Rather than add facilities that will be under-utilized, patients are queued, and patients needing emergency surgery and those in most urgent need of elective surgeries are moved to the head of the line. This practice annoys those waiting in line, but it has helped Canada hold per capita health care costs to just a little above 50% of what Americans pay for medical insurance, while still covering everyone, including for elective surgeries, long-term care and all hospitalization.
However, one consequence of having heath care administered by a government is that it becomes responsive to voter satisfaction. Reducing wait times is currently politically urgent in Canada, new funds have been targeted to increasing operating room capacity and MRI machines, and wait times are now shorter than a few years ago. (Wait list information by year is posted by each of the provincial Ministries of Health Services; e.g. www.health.gov.bc.ca/cpa/mediasite/waitlist/median.html).
One feature of Canadian health care that I think would amaze and delight Americans is the utter absence of paperwork for the user. When I go to my doctor, or for a test, or to a hospital I show my BC health card and that is the beginning and end of my part of the paperwork!
Lie #5. Given a choice, Canadians would choose the American system of medical insurance.
Access to good medical care as a universal right is a value that unifies the geographically vast and ethnically heterogenous country that is Canada, allowing citizens to move or change jobs while retaining health care coverage. Canadians are justifiably proud of their medical insurance program and value it so highly that Tommy Douglas (the colorful Baptist minister, premier of the prairie province of Saskatchewan and father of Canada’s universal health Insurance program) was voted "the greatest Canadian of all time" in a 2004 CBC poll.

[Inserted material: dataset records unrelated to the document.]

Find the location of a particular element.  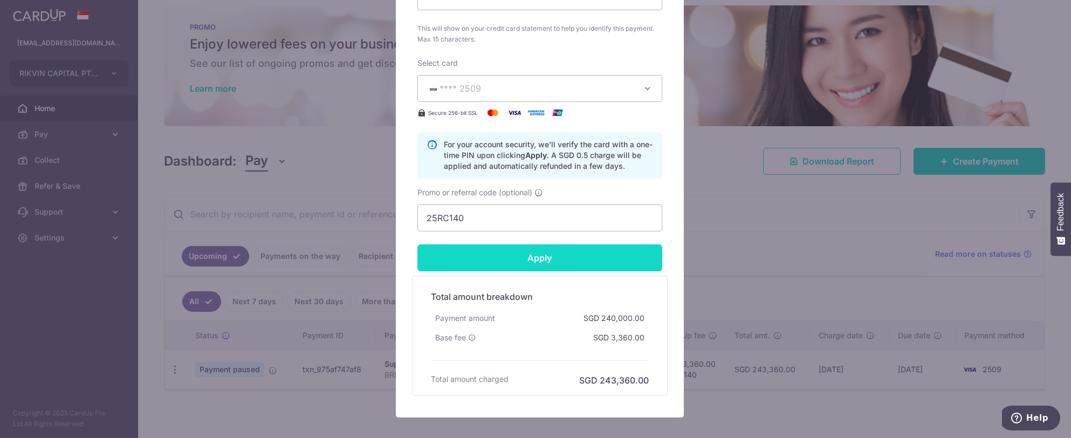

b: Apply is located at coordinates (536, 155).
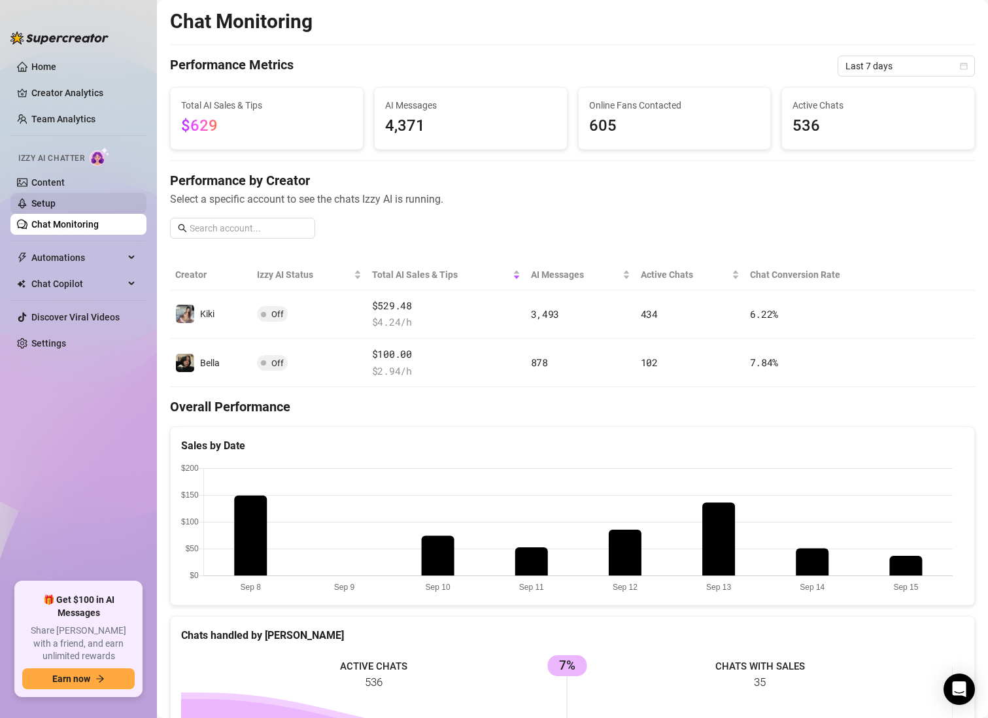 Image resolution: width=988 pixels, height=718 pixels. What do you see at coordinates (22, 258) in the screenshot?
I see `span: thunderbolt` at bounding box center [22, 258].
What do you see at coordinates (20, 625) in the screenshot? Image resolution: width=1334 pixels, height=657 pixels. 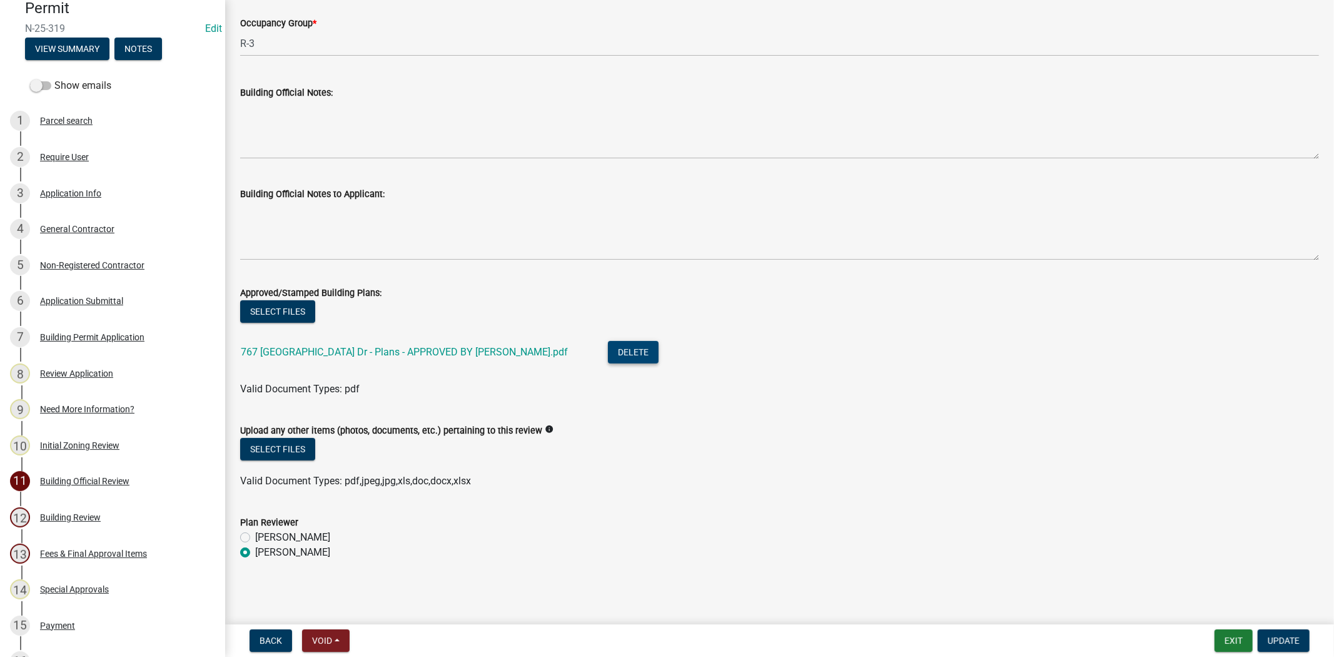 I see `div: 15` at bounding box center [20, 625].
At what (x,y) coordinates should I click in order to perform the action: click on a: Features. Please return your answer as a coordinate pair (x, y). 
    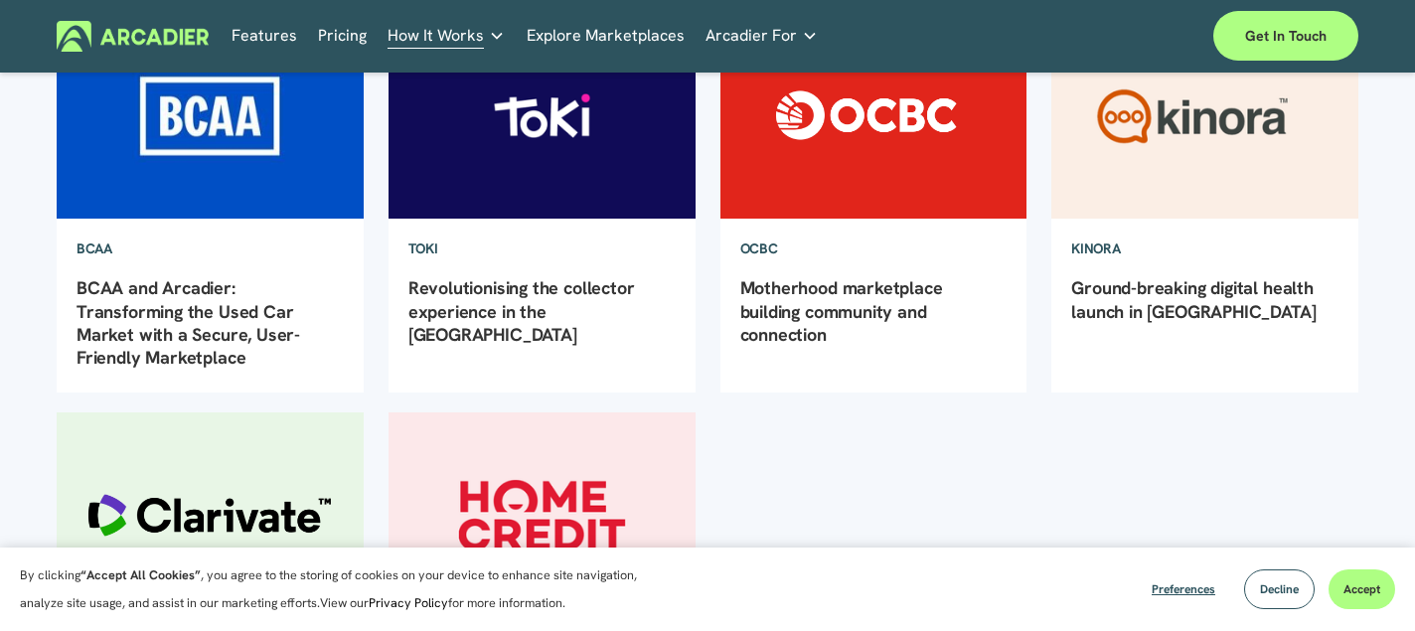
    Looking at the image, I should click on (264, 36).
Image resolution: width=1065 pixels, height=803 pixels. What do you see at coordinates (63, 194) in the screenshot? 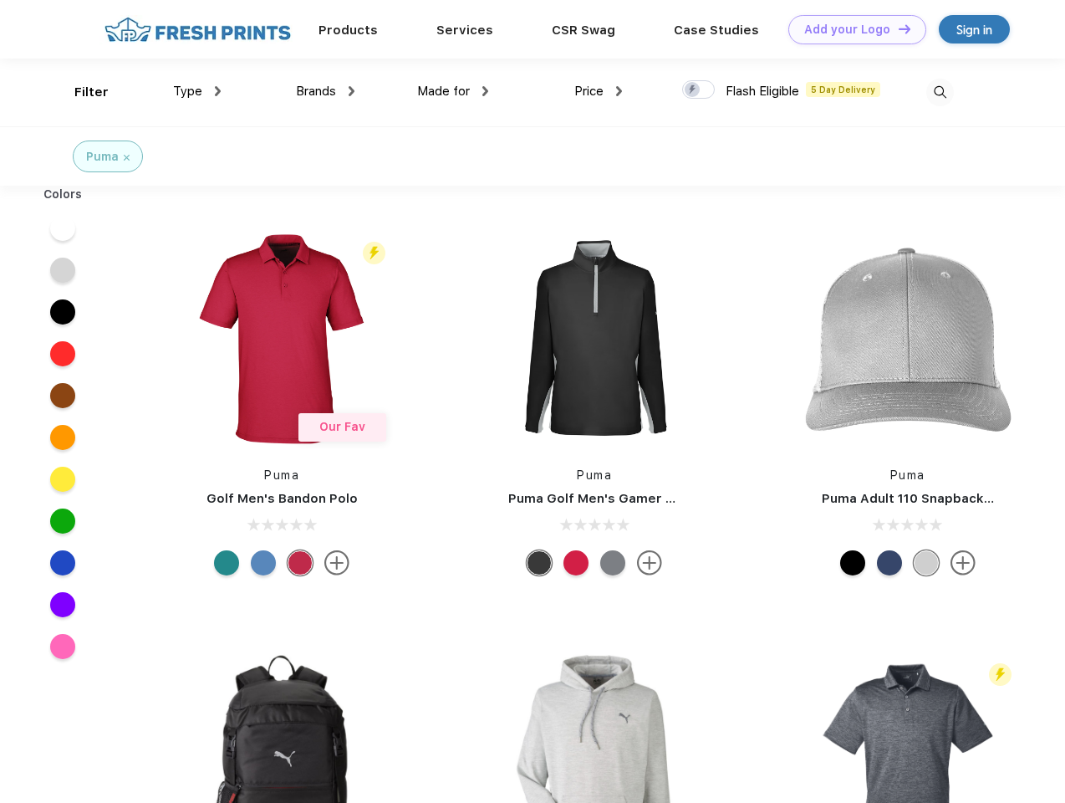
I see `div: Colors` at bounding box center [63, 194].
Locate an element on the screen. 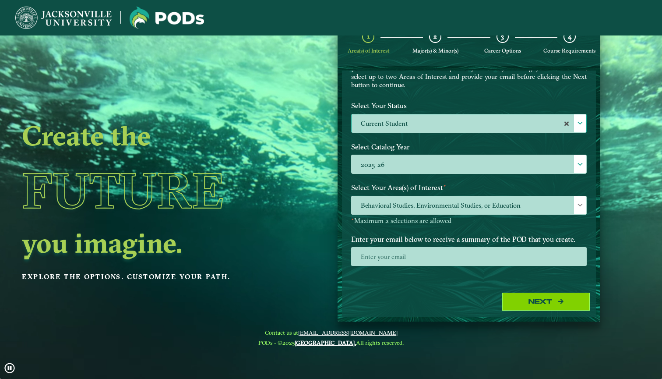  span: PODs - ©2025 All rights reserved. is located at coordinates (331, 342).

Debates on how best to afford new medical technologies and the increasing medical cost of an aging population are ongoing north of the 48th parallel, just as they are here. But, as Saskatchewan physician E.W. Barootes, originally an opponent of universal health care, put it, "today a politician in Saskatchewan or in Canada is more likely to get away with canceling Christmas than... with canceling Canada’s health insurance program."
President Obama’s Public Health Insurance Option vs. Universal Single-Payer Insurance.
Americans generally know little about the superior insurance programs other modern democracies give their citizens. And conservatives here have assiduously promoted distrust in, and disdain for, governmental programs. Thus, I think the Obama proposal of offering a not-for-profit government-administered insurance plan as an option, on a trial basis as it were, is a smart way forward. But, unless people rise up in huge numbers to support it, even that is going to be blocked by the for-profit insurance companies.
Friends, if good and affordable health care insurance is something that matters to you, we have August to make our opinions known, in every way we can. By the way, check out, add to, and pass along stories.barackobama.com/healthcare/.